Every Dynamics project has the same conversation. “Can we hide that field unless…” “Can this tab only show when…” “Can the subgrid disappear if…” Yea. All of it. That’s what this script does.
The Field That Started It
Client project. Combo box on the form. Extra field needed to appear, but only for one of the options. Not the other two. Standard ask, standard fix, twenty minutes of JS and move on.
Except I sat there after writing it and thought, hang on. This same pattern is going to come up again next week. And the week after. And it’s not just fields. It’s tabs, sections, subgrids, the lot.
So instead of writing the same five lines every time with slightly different variable names, I made one helper. Then I made it for everything else too.
Why Not Just Use Business Rules
Fair question. Business rules cover some of this. The maker/editor config panel covers a bit more. But once you’ve got more than a couple of conditions, or you want to do something the UI doesn’t expose (like prompt before clearing a subgrid), you’re back in JS anyway.
The maker config is lacking. Not customisable as much as I’d like. I do see why it’s locked down (kinda), keeping low-code low-code and all that. But the moment a real requirement lands, you’re writing script.
So if you’re writing script, you might as well write it once.
What’s In It
CrmHelpers is a single object with five functions. Each one takes the execution context, the field that triggers the change, the value to match against, and whatever you’re hiding or showing.
toggleControl— show/hide a single fieldtoggleSection— show/hide a section in a tabtoggleTab— show/hide a whole tabtoggleSubgrid— show/hide a subgrid, with optional “make sure it’s empty first” prompttrackInitialValue— call on form load so subgrid revert works
The match logic is the bit I’m most pleased with. You can pass the option set value as a number, the value as a string, or the label itself. All three work. So you don’t have to remember whether it’s 100000001 or "Partner", just give it whatever you’ve got.
The Subgrid One
This is where it earns its keep. Hiding a subgrid is fine. Hiding a subgrid that already has records in it is a problem, because the user thinks they’re gone, but the data’s still sat there in the related table.
So toggleSubgrid has a requireEmpty flag. If it’s true, and someone tries to change the field while there are still rows in the grid, it pops an alert telling them to clear the records first, and reverts the field back to its previous value.
That’s why trackInitialValue exists. Without it there’s nothing to revert to.
How You Use It
Drop the script on the form as a web resource. Wire each function up to the OnChange of the trigger field. One line per rule.
CrmHelpers.toggleControl(executionContext, "account_type", "Partner", "new_description");
CrmHelpers.toggleTab(executionContext, "account_type", "Partner", "tab_services");
CrmHelpers.toggleSubgrid(executionContext, "account_type", "Partner", "PartnerGrid", true);
That’s it. Three rules, three lines. No copy-pasting twenty lines of getAttribute / getValue / setVisible boilerplate per form.
What It Is Now
- One script, drop on any form
- Handles fields, sections, tabs, subgrids
- Match by option value or label, doesn’t care which
- Subgrid hide with empty-check and revert
- Initial value tracking for the revert to actually work
What’s Next
Maybe nothing. I might never touch this again. But if I do, here’s what’s probably on the list:
toggleRequiredfor setting fields required or optional on the same trigger patterntoggleDisabledwhile I’m in there- Multi-select option set support, which is a known gap
We’ll see if a project ever pushes me back to it.
A Note on the Tidy-Up
Before publishing I asked Claude to review the script. It gave me a B+ (cheers) and flagged that the match logic was copy-pasted across four functions. So I let it do the dedupe pass and pull the shared bit into a _matches helper.
Original logic and the API design are mine. The “stop repeating yourself you muppet” pass was AI. Credit where it’s due.
Repo’s here: github.com/R4RD0/CrmHelpers. MIT licenced, do what you like with it.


▶ What the task asks: All of the data should be output character for character, except the pictures.

=== Information given ===

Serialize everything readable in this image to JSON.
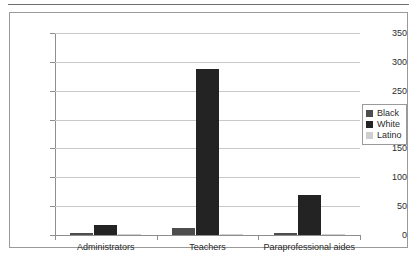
{
  "chart_data": {
    "type": "bar",
    "title": "",
    "subtitle": "",
    "xlabel": "",
    "ylabel": "",
    "categories": [
      "Administrators",
      "Teachers",
      "Paraprofessional aides"
    ],
    "series": [
      {
        "name": "Black",
        "color": "#4d4d4d",
        "values": [
          4,
          12,
          3
        ]
      },
      {
        "name": "White",
        "color": "#232323",
        "values": [
          17,
          288,
          70
        ]
      },
      {
        "name": "Latino",
        "color": "#cfcfcf",
        "values": [
          0,
          2,
          1
        ]
      }
    ],
    "ylim": [
      0,
      350
    ],
    "yticks": [
      0,
      50,
      100,
      150,
      200,
      250,
      300,
      350
    ],
    "ytick_labels": [
      "0",
      "50",
      "100",
      "150",
      "200",
      "250",
      "300",
      "350"
    ],
    "grid": true,
    "legend_position": "right"
  },
  "legend": {
    "entries": [
      {
        "label": "Black"
      },
      {
        "label": "White"
      },
      {
        "label": "Latino"
      }
    ]
  }
}
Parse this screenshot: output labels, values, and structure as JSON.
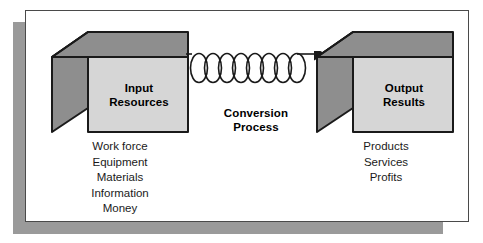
{
  "diagram": {
    "colors": {
      "panel_background": "#ffffff",
      "panel_border": "#4a4a4a",
      "shadow": "#9a9a9a",
      "cube_front_face": "#d6d6d6",
      "cube_side_face": "#8e8e8e",
      "cube_top_face": "#8e8e8e",
      "cube_outline": "#1a1a1a",
      "text": "#000000",
      "spring": "#1a1a1a"
    },
    "input_box": {
      "label_line1": "Input",
      "label_line2": "Resources",
      "items": [
        "Work force",
        "Equipment",
        "Materials",
        "Information",
        "Money"
      ]
    },
    "conversion": {
      "label_line1": "Conversion",
      "label_line2": "Process",
      "spring_coils": 8,
      "arrow_direction": "right"
    },
    "output_box": {
      "label_line1": "Output",
      "label_line2": "Results",
      "items": [
        "Products",
        "Services",
        "Profits"
      ]
    }
  }
}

===

▶ Solved problem:
Serialize everything readable in this image to JSON.
{
  "chart_data": {
    "type": "bar",
    "title": "",
    "subtitle": "",
    "xlabel": "",
    "ylabel": "",
    "categories": [
      "Administrators",
      "Teachers",
      "Paraprofessional aides"
    ],
    "series": [
      {
        "name": "Black",
        "color": "#4d4d4d",
        "values": [
          4,
          12,
          3
        ]
      },
      {
        "name": "White",
        "color": "#232323",
        "values": [
          17,
          288,
          70
        ]
      },
      {
        "name": "Latino",
        "color": "#cfcfcf",
        "values": [
          0,
          2,
          1
        ]
      }
    ],
    "ylim": [
      0,
      350
    ],
    "yticks": [
      0,
      50,
      100,
      150,
      200,
      250,
      300,
      350
    ],
    "ytick_labels": [
      "0",
      "50",
      "100",
      "150",
      "200",
      "250",
      "300",
      "350"
    ],
    "grid": true,
    "legend_position": "right"
  },
  "legend": {
    "entries": [
      {
        "label": "Black"
      },
      {
        "label": "White"
      },
      {
        "label": "Latino"
      }
    ]
  }
}
Parse this screenshot: output labels, values, and structure as JSON.
{
  "diagram": {
    "colors": {
      "panel_background": "#ffffff",
      "panel_border": "#4a4a4a",
      "shadow": "#9a9a9a",
      "cube_front_face": "#d6d6d6",
      "cube_side_face": "#8e8e8e",
      "cube_top_face": "#8e8e8e",
      "cube_outline": "#1a1a1a",
      "text": "#000000",
      "spring": "#1a1a1a"
    },
    "input_box": {
      "label_line1": "Input",
      "label_line2": "Resources",
      "items": [
        "Work force",
        "Equipment",
        "Materials",
        "Information",
        "Money"
      ]
    },
    "conversion": {
      "label_line1": "Conversion",
      "label_line2": "Process",
      "spring_coils": 8,
      "arrow_direction": "right"
    },
    "output_box": {
      "label_line1": "Output",
      "label_line2": "Results",
      "items": [
        "Products",
        "Services",
        "Profits"
      ]
    }
  }
}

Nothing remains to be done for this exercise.